Third of a series of blog posts on the release of the 2020 Annual Trends and Outlook Report (ATOR) during the virtual 2020 ReSAKSS Annual Conference Nov. 3–5. The theme of the 2020 ATOR is Sustaining Africa’s Agrifood System Transformation: The Role of Public Policies. This post is based on Chapter 10, “Why Food Safety Matters to Africa: Making the Case for Policy Action,” by Steven Jaffee, Spencer Henson, Delia Grace, Mateo Ambrosio, and Franck Berthe. Read the other posts here and here.

Food safety has never featured prominently on Africa’s development agenda. When it is an issue, typically the focus has been on high-value food items produced for export, while food safety in domestic markets has been largely neglected, both by governments and development partners. This must change. Recent research has shown that the health and economic consequences of foodborne diseases in Africa are significant and growing, as urbanization and income growth prompt dietary changes that increasingly expose consumers to food safety hazards.

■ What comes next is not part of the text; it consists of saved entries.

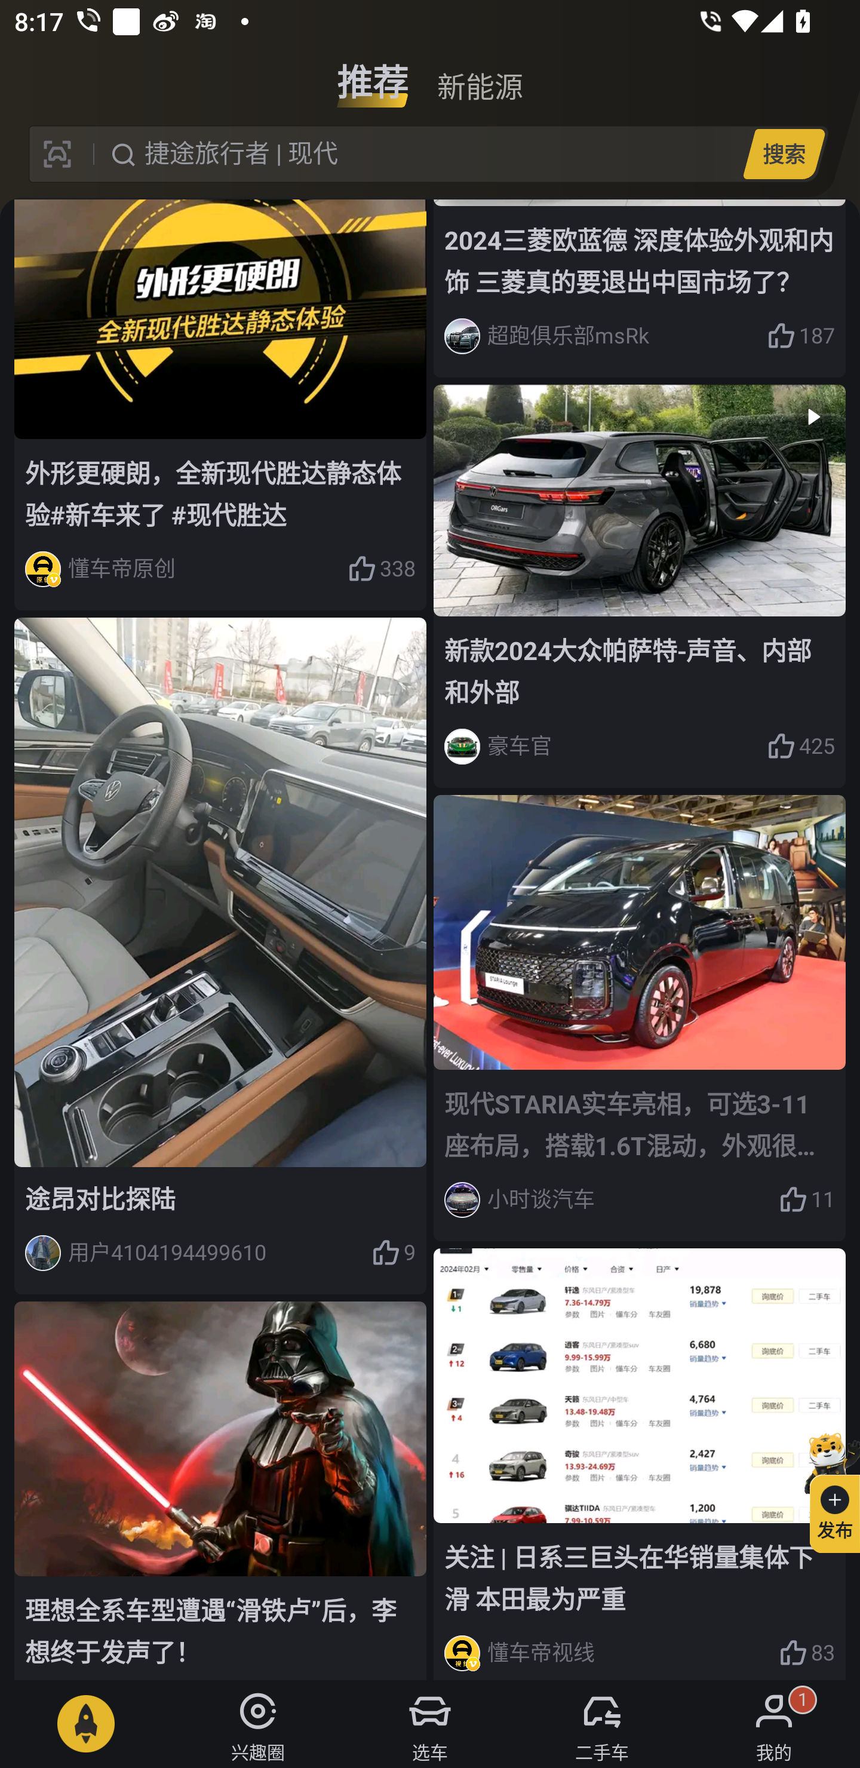 The image size is (860, 1768). Describe the element at coordinates (220, 955) in the screenshot. I see `途昂对比探陆 用户4104194499610 9` at that location.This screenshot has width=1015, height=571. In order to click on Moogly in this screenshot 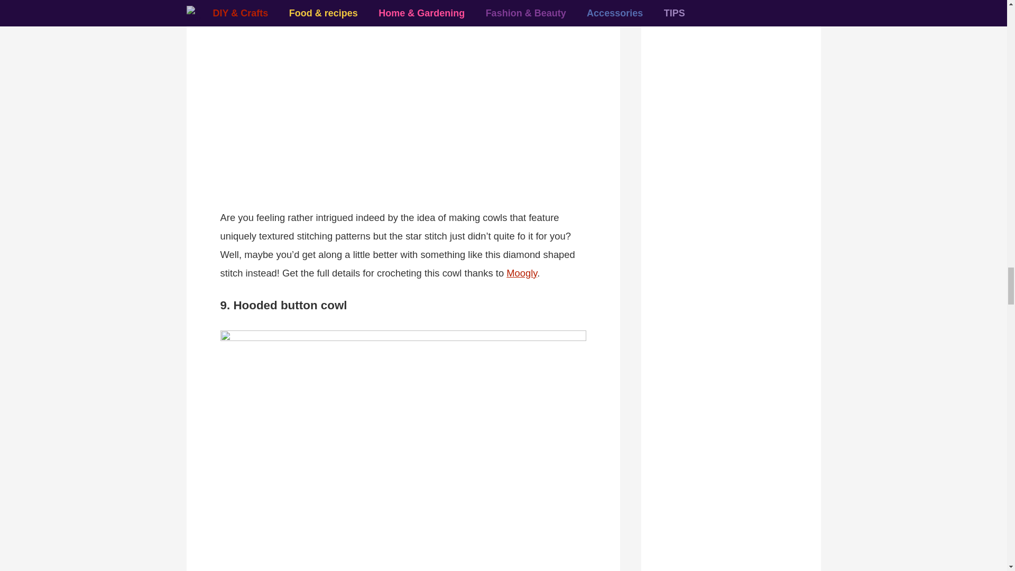, I will do `click(521, 273)`.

The coming decade is critical. A “business as usual” approach to food safety, involving a combination of post-outbreak firefighting and fragmented regulatory and ad-hoc interventions, will do little to check the threats posed by unsafe food in many African countries. The good news is that many of these problems can be controlled and their costs reduced. A combination of incremental and systematic measures, well within the capacity of most governments, can flatten the curve of foodborne illness.